The man who was Chesterton
G. K. Chesterton (1874-1936) was a multi-faceted writer of ideas, a journalist with a fierce track record who, with his controversial attitude, sensitivity to the common man’s worries and dazzling but paradoxical eloquence, revolutionised the literary and journalistic world of his time.
G. K. Chesterton, born in London on 29 May 1874, was the son of a wealthy family from Kensington who dealt in real estate. He received a privileged education at St Paul’s School and ever since he was young, he stood out for his rhetorical and argumentative skills, going on to found a Junior Debating Club with some school friends. He developed his artistic talent at the Slade School of Art in London and started out in journalism writing art and literature reviews. His journalistic career was set first around London’s Fleet Street, contributing to the liberal newspaper Daily News and the magazine The Illustrated London News, amongst others. He managed to lead a retired life in Beaconsfield with his wife Francis, while never leaving mainstream journalism nor participation in English public life through many polemics and controversies.

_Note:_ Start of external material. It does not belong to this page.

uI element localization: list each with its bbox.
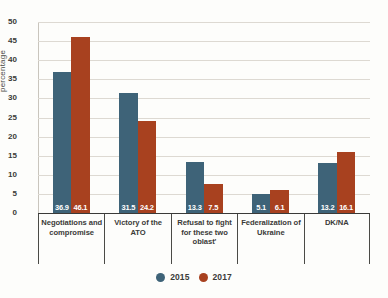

He founded his own weekly in 1925, G. K’s Weekly. Literary fame reached him in 1908 by way of the detective stories starring Father Brown. He cultivated the social and religious essay (Heretics, 1905; Orthodoxy, 1908; What’s Wrong with the World, 1910, were his first works bringing him to public attention) and never abandoned literary criticism. He alternated the life of the writer and journalist with many lectures and trips to Europe and America. He died in his house in Beaconsfield on 14 June 1936.